Your Name in Print: A Teen's Guide to Publishing for Fun, Profit, and Academic Success - by Elizabeth Harper and Timothy Harper
Publisher: St. Martin's Griffin
Pub Date: 05/01/2005 Check library catalog
ISBN: 0312337590
Nonfiction. Learning to write well is an ongoing process, but getting your work published involves strategy and persistence; this book outlines many plans of attack for would-be journalists and other writers. Father-and-daughter team Timothy and Elizabeth Harper offer convincing reasons for getting your name in print, including the boost a few bylines can give to your college applications or to your résumé. They also offer advice about what to write, when to write it, and for whom, as well as suggestions of where to submit your work for publication--from the school newspaper to city papers, magazines, books, and online publishers.

Write Where You Are: How to Use Writing to Make Sense of Your Life - by Caryn Mirriam-Goldberg
Publisher: Baker & Taylor Bound
Pub Date: 08/01/1999 Check library catalog
ISBN: 0613843851
Nonfiction. This fun and helpful book offers guidance toward the twin goals of self-knowledge and self-expression. If you'd like to get a better handle on your thoughts and emotions by putting them on paper, or if you simply want to become a better writer, you'll find useful techniques and ample encouragement in this book. Write Where You Are covers everything from choosing the tools (a favorite pen or marker, perhaps?) and location (outside among crowds? locked in your room?) for creating your ideal writing environment to brainstorming, journaling, overcoming writer's block, organizing ideas, and refining your work.

Whatcha Mean, What's a Zine?: The Art of Making Zines and Mini Comics - by Mark Todd & Esther Pearl Watson, with contributions by more than 20 creators of Indie comics and magazines
Publisher: Graphia
Pub Date: 06/26/2006 Check library catalog
ISBN: 0618563156
Nonfiction. OK, let's assume that you don't know what a zine is. Wikipedia defines the word broadly as "any self-published work of minority interest;" another way to think of zines is that they are avenues for extreme, autonomous self-expression--the live, local bands of the writing and art worlds. Interested? If so, you should read this book, whether you already create your own zine or have never heard of them before.
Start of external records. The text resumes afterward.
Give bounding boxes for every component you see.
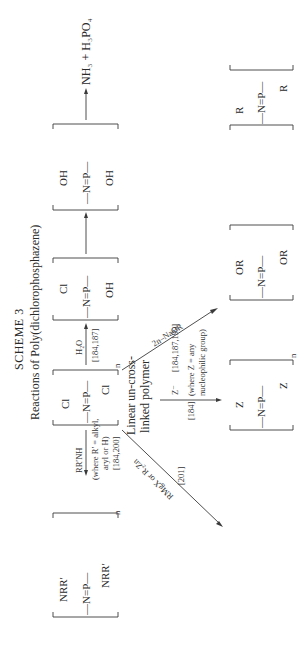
int1-sub-bottom: OH [104,282,115,298]
organometallic-refs: [201] [176,467,186,485]
scheme-title: SCHEME 3 [12,308,27,370]
amine-repeat: n [112,511,122,515]
int2-sub-bottom: OH [104,170,115,186]
z-repeat: n [288,354,298,358]
int1-sub-top: Cl [58,284,69,294]
int2-backbone: —N=P— [81,162,92,204]
nucleophile-condition-2: nucleophilic group) [197,329,207,396]
r-sub-bottom: R [278,85,289,92]
alkoxide-refs: [184,187,199] [170,324,180,372]
hydrolysis-products: NH₃ + H₃PO₄ [79,18,94,85]
hydrolysis-reagent: H₂O [74,340,84,355]
hydrolysis-refs: [184,187] [90,329,100,362]
or-sub-top: OR [234,260,245,275]
scheme-subtitle: Reactions of Poly(dichlorophosphazene) [28,225,43,420]
z-sub-top: Z [234,401,245,408]
r-backbone: —N=P— [256,82,267,124]
central-sub-bottom: Cl [100,385,111,395]
nucleophile-condition-1: (where Z = any [186,344,196,396]
int1-backbone: —N=P— [81,276,92,318]
r-sub-top: R [234,107,245,114]
int2-sub-top: OH [58,170,69,186]
amine-refs: [184,200] [111,437,121,470]
nucleophile-reagent: Z⁻ [170,385,180,395]
amine-sub-top: NRR′ [58,577,69,602]
central-backbone: —N=P— [81,381,92,423]
nucleophile-refs: [184] [186,402,196,420]
z-sub-bottom: Z [278,382,289,389]
central-repeat: n [112,364,122,368]
or-sub-bottom: OR [278,250,289,265]
central-note-1: Linear un-cross- [124,356,139,435]
amine-reagent: RR′NH [74,448,84,473]
amine-condition-2: aryl or H) [100,436,110,470]
amine-backbone: —N=P— [81,573,92,615]
or-backbone: —N=P— [256,256,267,298]
amine-sub-bottom: NRR′ [100,563,111,588]
scheme-page: SCHEME 3 Reactions of Poly(dichlorophosp… [0,0,303,670]
z-backbone: —N=P— [256,386,267,428]
amine-condition-1: (where R′ = alkyl, [90,419,100,480]
central-note-2: linked polymer [138,360,153,433]
central-sub-top: Cl [60,399,71,409]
It looks and reads like a zine, presents a history of independent publishing going back to the days of Ben Franklin, suggests ideas for zine topics, and--best of all--details the tools and techniques of zine-making and distribution (we know you've been agonizing over which stapler to use for binding zine pages).

Still looking for the right book? Contact your librarian.